“I know.” Rick turned back toward the door and put his hand on the handle, then paused again. Rick looked over his shoulder. “Whatever you’re thinking,” he said, “don’t do it alone.”
Allen’s mouth trembled. “Don’t do it alone? What am I supposed to do with that?”
“You keep breathing,” Rick said. “And you remember I’m not the enemy.”
Allen let out a small, broken sound. “Not the enemy? You murdered three people. I should be reporting you to the police.”
Rick’s gaze stayed on him. “I meant what I said last night,” Rick added. “You’re the only real thing I have.”
Allen flinched. “Rick…” He shook his head, then staggered over to a chair and sat down heavily.
“I’ll be back.” Rick left, closing the door behind him. He would be back because Allen was his, and he wasn’t letting him go.
Chapter Twenty-Two
The apartment was quiet after Rick left. Allen sat in the chair and listened, but he couldn’t hear anything beyond the fridge and the traffic outside. The phone Rick had stored his list in sat on the counter where Allen had put it down. It looked harmless, which made it worse because Allen knew what it contained.
He got up and turned the tap on and ran cold water over his hands. He kept them under it longer than he needed, then shut it off and leaned on the counter with his head down. He tried to slow his breathing, tried to get his head to settle, but nothing seemed to work.
He paced from the kitchen to the living room and back, then stopped in the doorway, hands hanging at his sides because he didn’t know what to do with them. The thought of calling the police came and went in his head, but he never got any further than thinking about it. He couldn’t pick up the phone to make the call, knowing the type of questions he’d be asked.
Where did you get it? How do you know him? When did you find it? Why didn’t you call straight away?
He looked at his hands again and felt sick. He’d held the phone. He’d touched it enough that he could already hear how it would sound if he tried to explain it.
His stomach rolled, and he made it to the bathroom, dropping to his knees and vomiting into the toilet. There wasn’t much in him, but his body kept trying. When he stopped, he sat back on his heels with his head tipped forward, breathing through his mouth and shaking.
Rick’s voice came back in his head, calm as ever. You didn’t do anything wrong.
Allen let out a short laugh that didn’t sound like him. He wiped his mouth with the back of his hand and stayed there, staring at the tiles, trying to figure out what wrong even meant now. He’d been sleeping with a murderer.

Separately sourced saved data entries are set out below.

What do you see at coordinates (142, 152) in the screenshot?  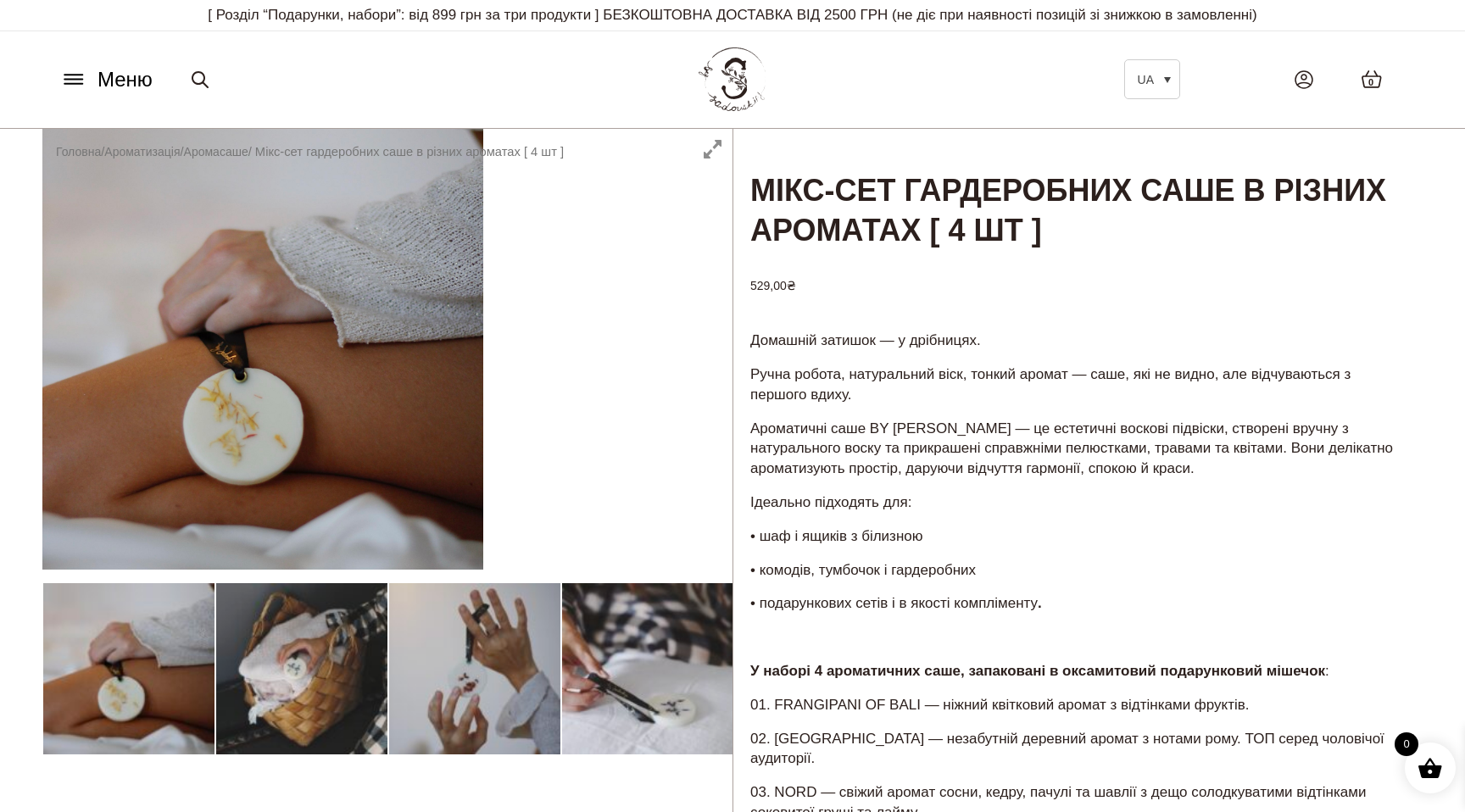 I see `a: Ароматизація` at bounding box center [142, 152].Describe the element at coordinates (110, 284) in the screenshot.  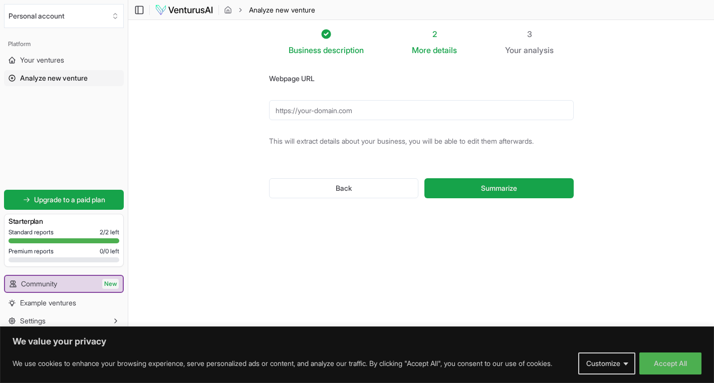
I see `span: New` at that location.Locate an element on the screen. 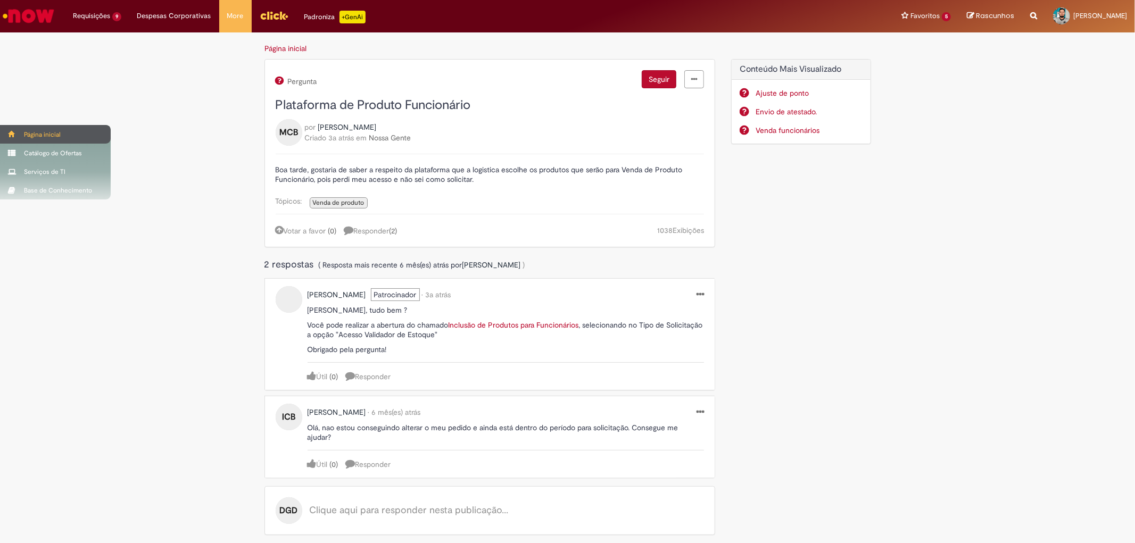 This screenshot has height=543, width=1135. a: Henrique Gomes Rodrigues perfil is located at coordinates (337, 295).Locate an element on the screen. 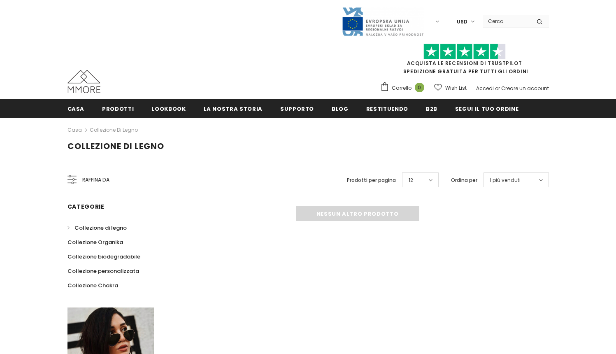 This screenshot has height=354, width=616. span: Wish List is located at coordinates (456, 88).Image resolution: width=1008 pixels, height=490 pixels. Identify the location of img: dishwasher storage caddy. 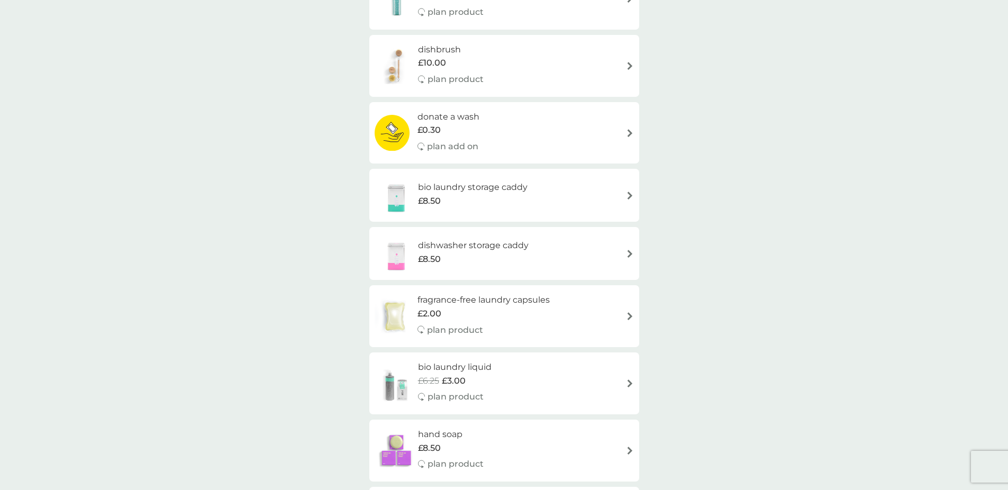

Back in the kitchen, Allen tried to eat. He made fresh toast and forced a couple of bites down before throwing the rest away. In the living room, he turned on the TV, then turned it off again the second he heard the news jingle start. He checked his phone more times than he wanted to admit.
Nothing from Rick. That should have been good, but somehow it wasn’t.
He sat on the couch for a while and stared at his laptop without opening it. He didn’t need the screen to tell him anything. He already knew what he’d read. He already knew what he’d seen on Rick’s phone. He already knew how calm Rick had been while saying it out loud. Saying how he’d murdered three people.
After a while, he stood up and picked the phone up again because he couldn’t stand seeing it on the counter. Holding it felt wrong. He carried it to the bedroom and shoved it into his sock drawer under a pile he kept meaning to throw out. It was a stupid hiding place, but he didn’t have a better one. He shut thedrawer hard and stood there for a second with his hand still on the handle.
Allen laughed. “Out of sight, out of mind.” He swallowed hard. “If only,” he whispered.
Work the next day was a blur. Allen answered calls and used the same phrases he always used. He kept his voice steady, his tone polite, like he’d slept and eaten and everything was normal. His hands moved on autopilot—typing, clicking, writing notes—while his head kept dragging him back to the same words and the same names.
Cass. Graham. Elliot.
It hit him at random points. He’d be mid-sentence with a customer and his throat would tighten. He’d have to swallow and keep going as if nothing was happening. The worst part was that he could do it. He could sound fine while he was falling apart inside.
Halfway through the morning, he muted his headset and leaned forward with his elbows on the desk, eyes shut, breathing shallowly, trying to find some calm in his chaotic mind.
One of his coworkers glanced over. “Are you alright?”
Allen opened his eyes and forced a smile. “Yeah. I didn’t sleep well.”
“Same,” she said, and went back to her screen.
Allen nodded, then took the next call.
An hour later he took a bathroom break he didn’t need and locked himself in a stall. He stared at the door and tried not to think about what would happen if someone knocked on his apartment door. He tried not to imagine an unknown number calling. He kept waiting for something to happen that would make a decision for him, but nothing came.